## Goal of the exercise
Your copy should hold exactly the lines from the one containing "Find the location of a particular element." through the last line of the entries, and no pictures.

## Available data
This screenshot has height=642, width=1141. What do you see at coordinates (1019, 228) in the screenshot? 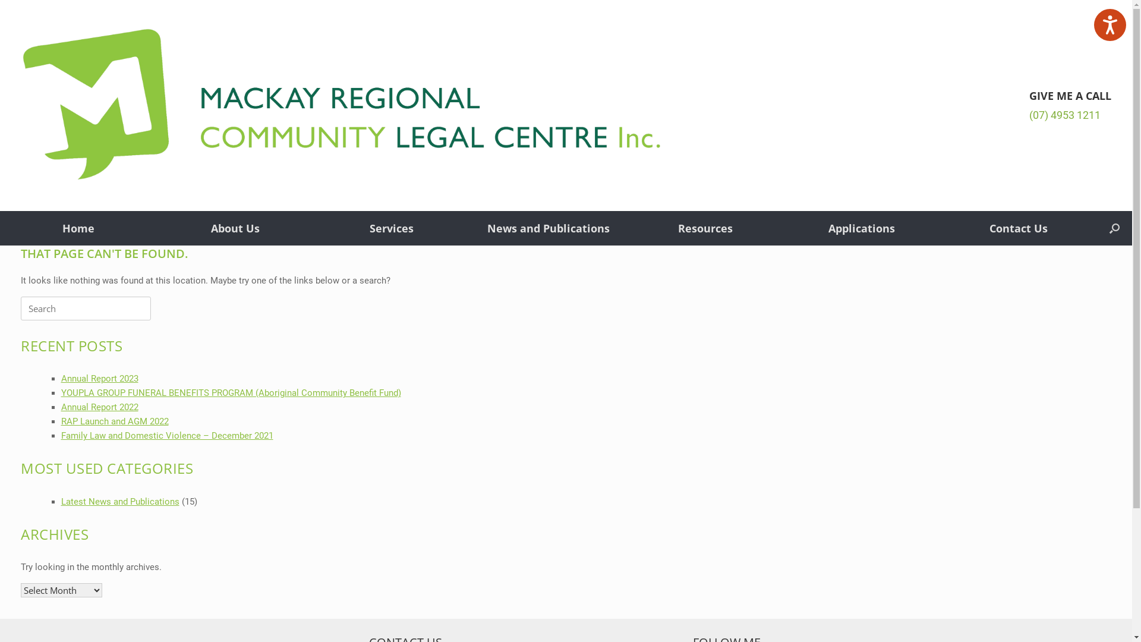
I see `Contact Us` at bounding box center [1019, 228].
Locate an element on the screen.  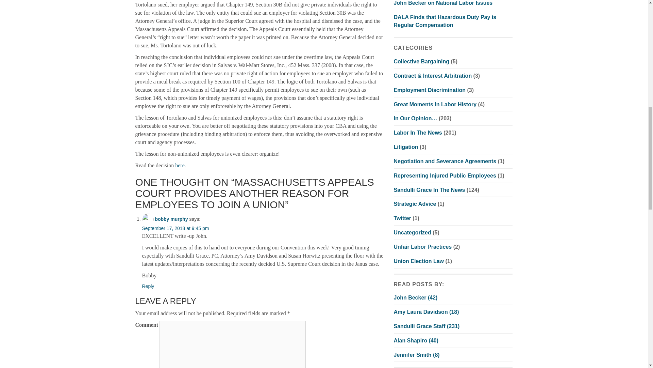
Reply is located at coordinates (148, 286).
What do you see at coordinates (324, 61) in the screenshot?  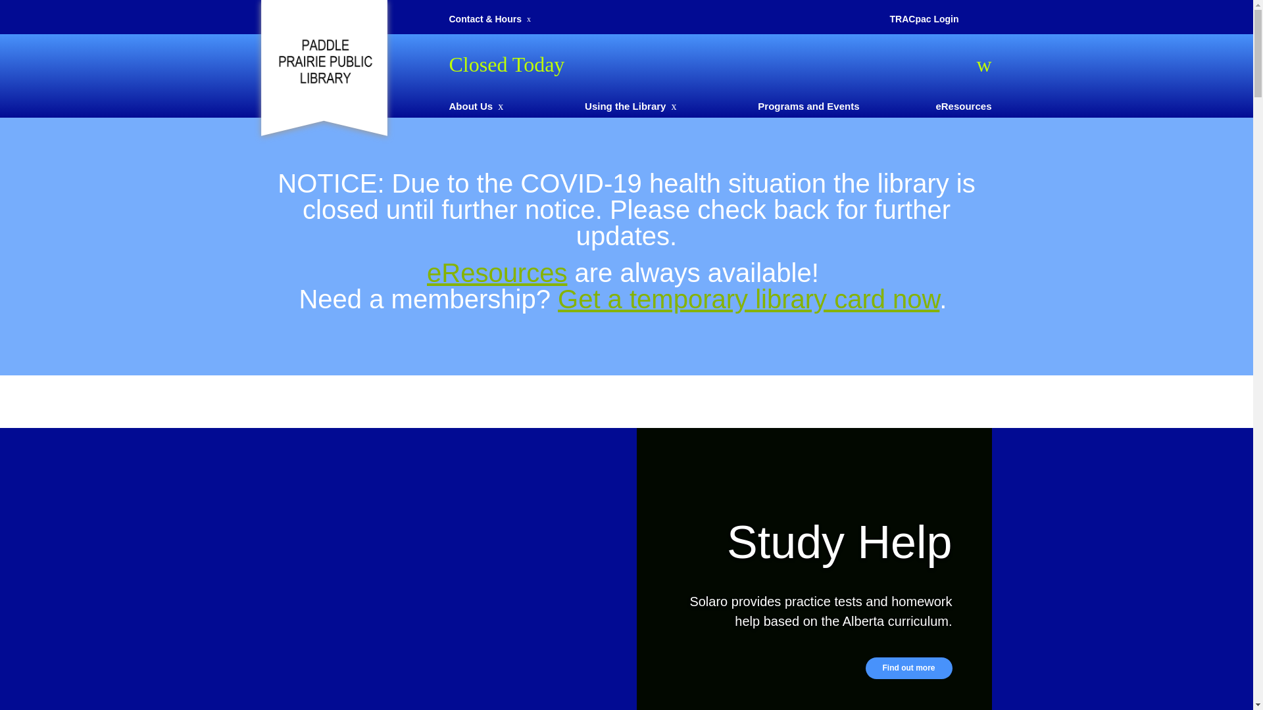 I see `Paddle Prairie Public Library` at bounding box center [324, 61].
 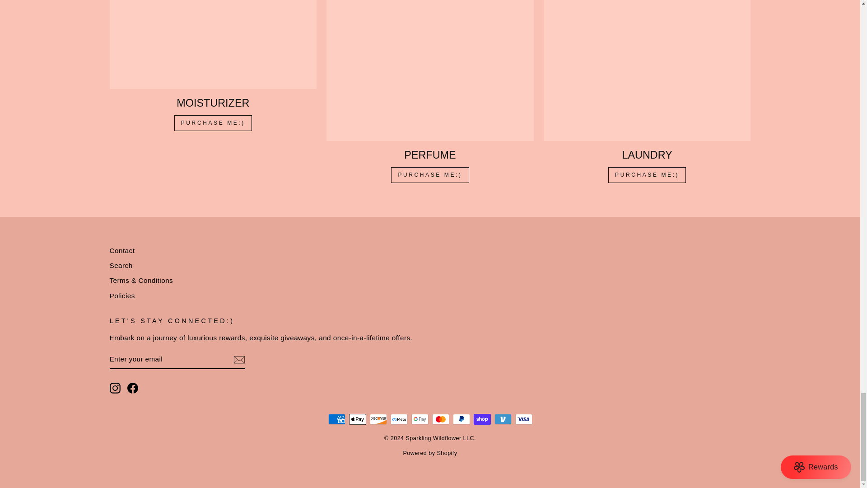 I want to click on PayPal, so click(x=461, y=419).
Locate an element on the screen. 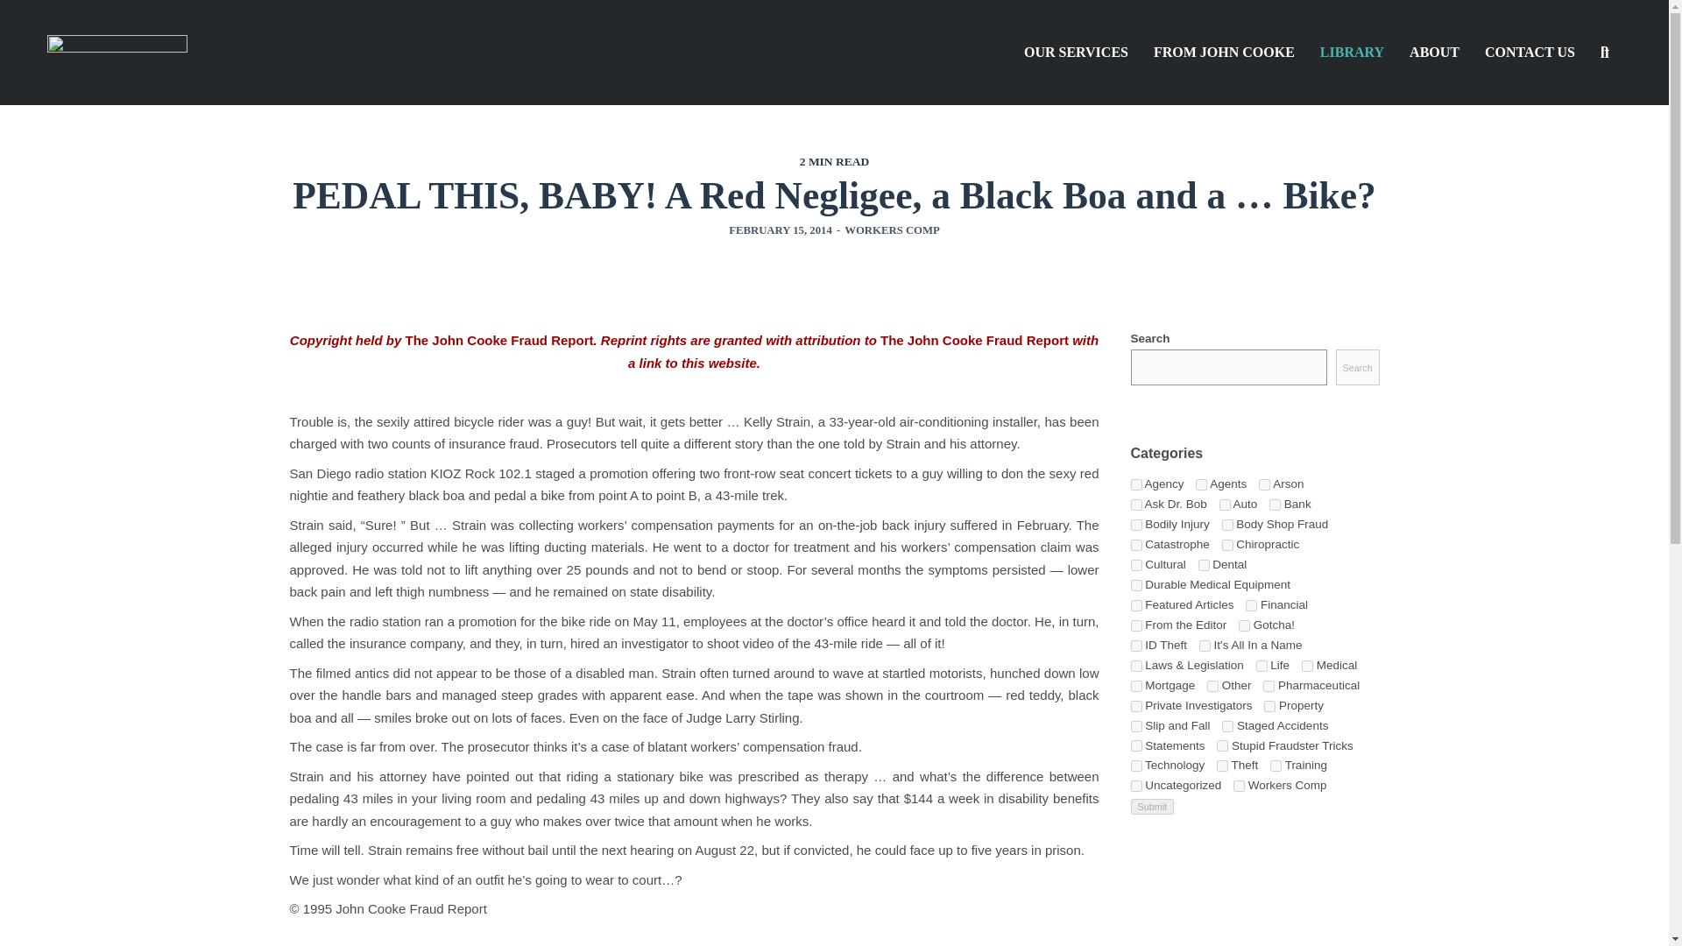 This screenshot has width=1682, height=946. 53 is located at coordinates (1135, 505).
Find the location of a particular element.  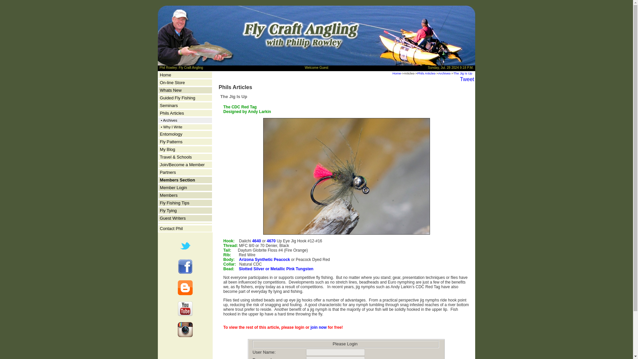

The Jig Is Up is located at coordinates (463, 73).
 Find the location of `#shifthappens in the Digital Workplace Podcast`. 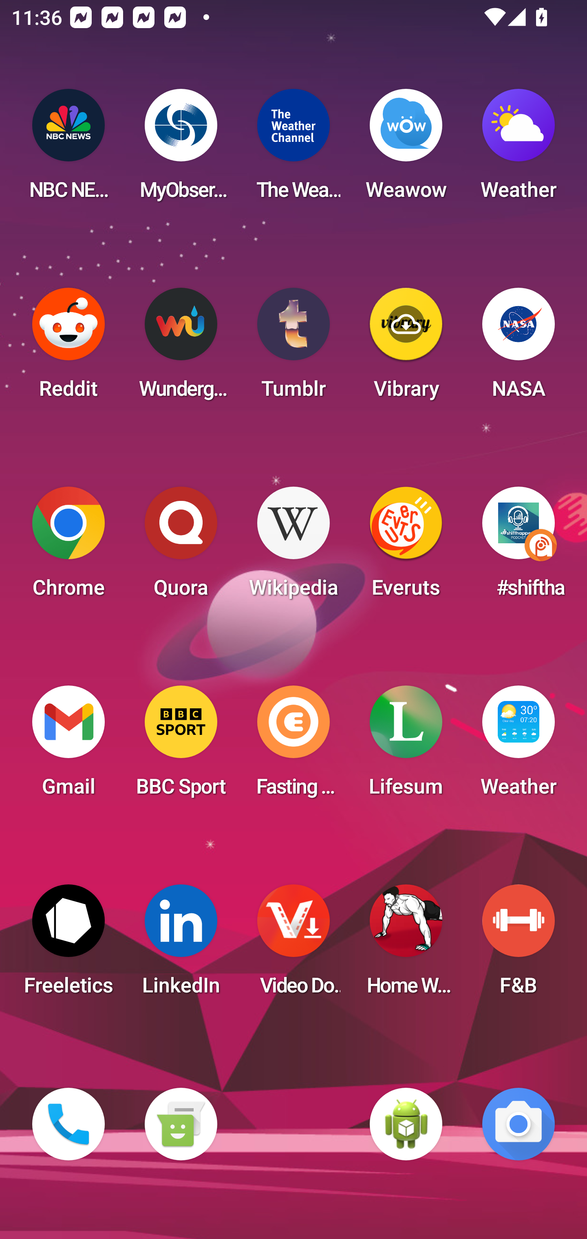

#shifthappens in the Digital Workplace Podcast is located at coordinates (519, 547).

## Answer area
Find the location of a particular element.  

The Jig Is Up is located at coordinates (463, 73).
 Find the location of `#shifthappens in the Digital Workplace Podcast`. 

#shifthappens in the Digital Workplace Podcast is located at coordinates (519, 547).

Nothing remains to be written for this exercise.